Every beginner asks some version of the same question: "is now a good time to buy?" It's the wrong question. Crypto doesn't move in a straight line — it breathes in and out, in a pattern that has repeated, with eerie consistency, through every major cycle so far. Learn the pattern, and the market stops feeling random.
The 4 phases every cycle repeats
Zoom out on any long-term Bitcoin chart and you'll see the same shape again and again. Analysts usually split it into four phases. None of them last a fixed number of days — but the order never changes.
- Accumulation — after a crash, prices go quiet. Volume is low, sentiment is bored or fearful, and only patient buyers are active.
- Markup — the bull market. Price rises, first slowly then fast, as confidence returns and new buyers pile in.
- Distribution — euphoric, choppy tops. Everyone feels like a genius. Early buyers quietly start selling into the excitement.
- Markdown — the bear market. Price falls, often sharply, shaking out latecomers before the cycle turns quiet again.
Notice what drives each phase: not news, not one indicator, but collective emotion moving in a loop — boredom, hope, greed, fear, and back to boredom. If you're new to how that emotional loop feels from the inside, our lesson on bull vs bear markets is a good place to start.
The proof: three cycles, three crashes
This isn't a theory dressed up as fact — it's a pattern with a track record. Here's how far Bitcoin has fallen from its peak in each of its last three major cycles.
Three different cycles, three brutal-looking drawdowns — and in each case, the market eventually cycled back into a new markup phase. That's not a promise about the future; it's simply what the pattern has looked like so far. Past cycles are not a guarantee of the next one.

Where we honestly stand right now
As of writing in mid-2026, Bitcoin is trading roughly 50% below its October 2025 all-time high, June was reportedly its worst month in four years, and the Fear & Greed Index has been sitting deep in Extreme Fear. Read against the four-phase map, that combination — heavy drawdown, dominant pessimism, quiet volume — has historically sat closer to the accumulation end of the cycle than the euphoric top. That is a description of the current data, not a prediction of what happens next; nobody, including us, knows the exact bottom in advance. We wrote a separate, honest look at why bottom-calling is mostly noise if that question is on your mind right now.
Why most beginners get the cycle backwards
Here's the cruel joke at the heart of every cycle: the phase that feels safest to buy is distribution — when the price is already up, everyone's confident, and the noise is loudest. The phase that feels scariest to buy is accumulation — when the price has been falling, sentiment is grim, and every headline is negative. Emotionally, most people do the exact opposite of what the cycle rewards.
What the crowd does
What the disciplined trader does

How to actually use this, practically
You don't need to perfectly time any phase — nobody reliably does. What the cycle map gives you is context for your emotions. When everyone around you is euphoric, that's a moment for extra caution, not extra leverage. When everyone around you is fearful and bored, that's usually when the best long-term entries have historically been made — in small, planned pieces, never all at once.
This is exactly why dollar-cost averaging works so well across a full cycle: it removes the impossible job of picking the exact bottom, and instead buys steadily through the quiet phase without needing to feel brave. Pair it with real risk management, and the cycle stops being something that happens to you.

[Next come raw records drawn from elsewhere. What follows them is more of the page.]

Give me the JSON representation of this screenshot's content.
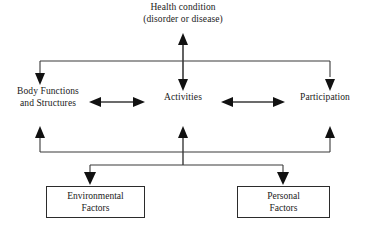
{
  "diagram": {
    "type": "flow-diagram",
    "canvas": {
      "width": 366,
      "height": 226
    },
    "line_color": "#3a3a3a",
    "arrow_color": "#111111",
    "background_color": "#ffffff",
    "box_border_color": "#2b2b2b"
  },
  "nodes": {
    "health_condition": {
      "line1": "Health condition",
      "line2": "(disorder or disease)",
      "boxed": "no"
    },
    "body_functions": {
      "line1": "Body Functions",
      "line2": "and Structures",
      "boxed": "no"
    },
    "activities": {
      "line1": "Activities",
      "boxed": "no"
    },
    "participation": {
      "line1": "Participation",
      "boxed": "no"
    },
    "environmental_factors": {
      "line1": "Environmental",
      "line2": "Factors",
      "boxed": "yes"
    },
    "personal_factors": {
      "line1": "Personal",
      "line2": "Factors",
      "boxed": "yes"
    }
  },
  "connectors": [
    {
      "name": "health-condition-to-activities",
      "style": "double-headed-vertical"
    },
    {
      "name": "top-bus-to-body-functions",
      "style": "single-headed-down"
    },
    {
      "name": "top-bus-to-activities",
      "style": "single-headed-down"
    },
    {
      "name": "top-bus-to-participation",
      "style": "single-headed-down"
    },
    {
      "name": "body-functions-to-activities",
      "style": "double-headed-horizontal"
    },
    {
      "name": "activities-to-participation",
      "style": "double-headed-horizontal"
    },
    {
      "name": "bottom-bus-to-body-functions",
      "style": "single-headed-up"
    },
    {
      "name": "bottom-bus-to-activities",
      "style": "single-headed-up"
    },
    {
      "name": "bottom-bus-to-participation",
      "style": "single-headed-up"
    },
    {
      "name": "factor-bus-to-environmental-factors",
      "style": "single-headed-down"
    },
    {
      "name": "factor-bus-to-personal-factors",
      "style": "single-headed-down"
    }
  ]
}
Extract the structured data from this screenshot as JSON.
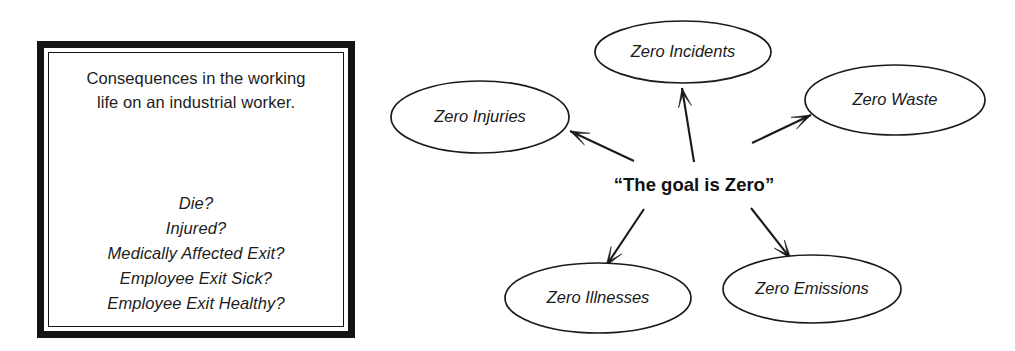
{
  "consequence_box": {
    "heading_line_1": "Consequences in the working",
    "heading_line_2": "life on an industrial worker.",
    "items": [
      "Die?",
      "Injured?",
      "Medically Affected Exit?",
      "Employee Exit Sick?",
      "Employee Exit Healthy?"
    ]
  },
  "diagram": {
    "center_label": "“The goal is Zero”",
    "nodes": [
      {
        "id": "zero-incidents",
        "label": "Zero Incidents",
        "cx": 683,
        "cy": 52,
        "rx": 88,
        "ry": 31
      },
      {
        "id": "zero-injuries",
        "label": "Zero Injuries",
        "cx": 480,
        "cy": 117,
        "rx": 89,
        "ry": 36
      },
      {
        "id": "zero-waste",
        "label": "Zero Waste",
        "cx": 895,
        "cy": 100,
        "rx": 90,
        "ry": 35
      },
      {
        "id": "zero-illnesses",
        "label": "Zero Illnesses",
        "cx": 598,
        "cy": 298,
        "rx": 93,
        "ry": 35
      },
      {
        "id": "zero-emissions",
        "label": "Zero Emissions",
        "cx": 812,
        "cy": 289,
        "rx": 89,
        "ry": 34
      }
    ],
    "edges": [
      {
        "id": "edge-to-incidents",
        "from": "center",
        "to": "zero-incidents",
        "x1": 694,
        "y1": 162,
        "x2": 682,
        "y2": 88
      },
      {
        "id": "edge-to-injuries",
        "from": "center",
        "to": "zero-injuries",
        "x1": 634,
        "y1": 161,
        "x2": 570,
        "y2": 131
      },
      {
        "id": "edge-to-waste",
        "from": "center",
        "to": "zero-waste",
        "x1": 752,
        "y1": 143,
        "x2": 811,
        "y2": 115
      },
      {
        "id": "edge-to-illnesses",
        "from": "center",
        "to": "zero-illnesses",
        "x1": 644,
        "y1": 209,
        "x2": 606,
        "y2": 266
      },
      {
        "id": "edge-to-emissions",
        "from": "center",
        "to": "zero-emissions",
        "x1": 751,
        "y1": 208,
        "x2": 791,
        "y2": 259
      }
    ],
    "center": {
      "x": 694,
      "y": 186
    }
  },
  "colors": {
    "ink": "#1a1a1a",
    "paper": "#ffffff",
    "box_border": "#141414"
  }
}
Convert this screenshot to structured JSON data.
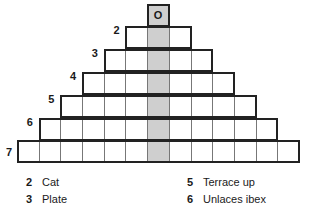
{
  "puzzle": {
    "type": "pyramid-word-grid",
    "top_letter": "O",
    "rows": [
      {
        "number": 1,
        "cells": 1,
        "label": ""
      },
      {
        "number": 2,
        "cells": 3,
        "label": "2"
      },
      {
        "number": 3,
        "cells": 5,
        "label": "3"
      },
      {
        "number": 4,
        "cells": 7,
        "label": "4"
      },
      {
        "number": 5,
        "cells": 9,
        "label": "5"
      },
      {
        "number": 6,
        "cells": 11,
        "label": "6"
      },
      {
        "number": 7,
        "cells": 13,
        "label": "7"
      }
    ],
    "shaded_column": "center",
    "colors": {
      "shaded": "#cfcfcf",
      "border": "#222222",
      "inner_line": "#777777"
    }
  },
  "clues": [
    {
      "number": "2",
      "text": "Cat"
    },
    {
      "number": "3",
      "text": "Plate"
    },
    {
      "number": "5",
      "text": "Terrace up"
    },
    {
      "number": "6",
      "text": "Unlaces ibex"
    }
  ]
}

Don't forget the tax, either way
Cycles don't pause India's tax rules. Every booked gain — in any phase — is taxed at a flat 30% plus 1% TDS, with no loss set-off. Trading in and out on every swing multiplies tax events; holding through a cycle with a plan usually doesn't.
The honest part
Nobody can tell you exactly which day a phase ends and the next begins — anyone claiming otherwise is selling something. What you can know is the shape of the pattern, and use it to check your own emotions against where the crowd's emotions probably are. That alone puts you ahead of most beginners.